Instructions to follow. Copy out all of the data below with no alterations.

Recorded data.
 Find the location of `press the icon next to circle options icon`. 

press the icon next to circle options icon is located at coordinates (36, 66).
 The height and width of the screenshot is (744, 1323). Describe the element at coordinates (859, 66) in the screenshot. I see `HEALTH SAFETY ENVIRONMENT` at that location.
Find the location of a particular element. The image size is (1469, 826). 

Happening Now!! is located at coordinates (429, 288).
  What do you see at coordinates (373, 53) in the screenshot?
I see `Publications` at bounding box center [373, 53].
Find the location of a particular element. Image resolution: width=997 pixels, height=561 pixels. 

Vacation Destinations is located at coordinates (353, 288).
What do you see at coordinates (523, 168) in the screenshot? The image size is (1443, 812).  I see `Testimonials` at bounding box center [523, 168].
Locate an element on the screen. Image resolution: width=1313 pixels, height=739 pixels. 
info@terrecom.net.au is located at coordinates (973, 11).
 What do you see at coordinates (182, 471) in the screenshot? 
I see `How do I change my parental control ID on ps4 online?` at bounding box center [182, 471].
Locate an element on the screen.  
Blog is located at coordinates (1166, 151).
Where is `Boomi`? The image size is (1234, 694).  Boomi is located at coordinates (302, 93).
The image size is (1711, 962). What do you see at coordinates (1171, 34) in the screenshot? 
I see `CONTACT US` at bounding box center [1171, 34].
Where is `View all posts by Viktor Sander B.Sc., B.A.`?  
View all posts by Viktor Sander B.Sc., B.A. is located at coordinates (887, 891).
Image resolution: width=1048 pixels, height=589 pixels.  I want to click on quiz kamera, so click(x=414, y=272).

Answer below.
 Find the location of `press the icon next to circle options icon`. 

press the icon next to circle options icon is located at coordinates (36, 66).
 The height and width of the screenshot is (744, 1323). Describe the element at coordinates (859, 66) in the screenshot. I see `HEALTH SAFETY ENVIRONMENT` at that location.
Find the location of a particular element. The image size is (1469, 826). 

Happening Now!! is located at coordinates (429, 288).
  What do you see at coordinates (373, 53) in the screenshot?
I see `Publications` at bounding box center [373, 53].
Find the location of a particular element. Image resolution: width=997 pixels, height=561 pixels. 

Vacation Destinations is located at coordinates (353, 288).
What do you see at coordinates (523, 168) in the screenshot? The image size is (1443, 812).  I see `Testimonials` at bounding box center [523, 168].
Locate an element on the screen. Image resolution: width=1313 pixels, height=739 pixels. 
info@terrecom.net.au is located at coordinates (973, 11).
 What do you see at coordinates (182, 471) in the screenshot? 
I see `How do I change my parental control ID on ps4 online?` at bounding box center [182, 471].
Locate an element on the screen.  
Blog is located at coordinates (1166, 151).
Where is `Boomi`? The image size is (1234, 694).  Boomi is located at coordinates (302, 93).
The image size is (1711, 962). What do you see at coordinates (1171, 34) in the screenshot? 
I see `CONTACT US` at bounding box center [1171, 34].
Where is `View all posts by Viktor Sander B.Sc., B.A.`?  
View all posts by Viktor Sander B.Sc., B.A. is located at coordinates (887, 891).
Image resolution: width=1048 pixels, height=589 pixels.  I want to click on quiz kamera, so click(x=414, y=272).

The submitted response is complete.